I can imagine Lyons pointing out that this is not how political boycotts of China and the Winter Olympics will be covered by our compliant media. More obedient than ever, cowed by a scarcity of jobs, the threat of funding cuts, and a deeply internalised fear of the charge of anti-Semitism that is clearly belied by the plurality of Jewish perspectives that are better recognised in other media ecologies, we can expect that acts of civil disobedience in favour of an emancipatory goal, the just treatment and political enfranchisement of Palestinians, will continue to be decried in the Australian media as inimical to freedom of speech. At the same time, pro-Zionist pressure groups and their ancillaries in editorial boardrooms will continue to influence sanitising media coverage of Israel’s persecutory policies. The future looks bleak, but the Sydney Festival BDS movement, which was quickly mobilised, indicates that a counter-public sphere exists and will not disappear. It does not accept the cowardice and systemic bias of the Australian mainstream media. That counter-public, an Australian media in the process of becoming, is not a few large, morally bankrupt news organisations that silence, expel or ignore dissident voices. That Australian media will be constituted by our capacity to hope, by our ability to imagine otherwise, and by our willingness to engage with one of the great injustices of our age.

The Palestinian Question: Celebrating the Liberal Media?

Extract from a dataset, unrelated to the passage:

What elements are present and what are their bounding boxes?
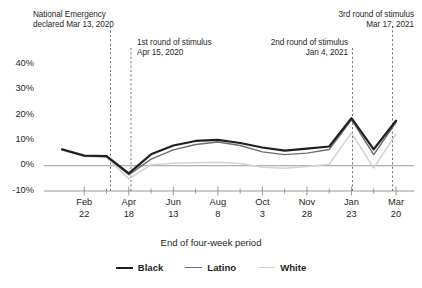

Alison Caddick, 14 Oct 2021

A certain anti-intellectualism, perhaps especially rife in the Australian context, is arguably one of the major problems of mainstream respectable media.

About the author

Ned Curthoys

Ned Curthoys is a senior lecturer in English and Literary Studies at the University of Western Australia. His work ranges across literary studies, philosophy, Jewish studies and political theory. He is the author of The Legacy of Liberal Judaism: Ernst Cassirer and Hannah Arendt’s Hidden Conversation (Berghahn, 2013).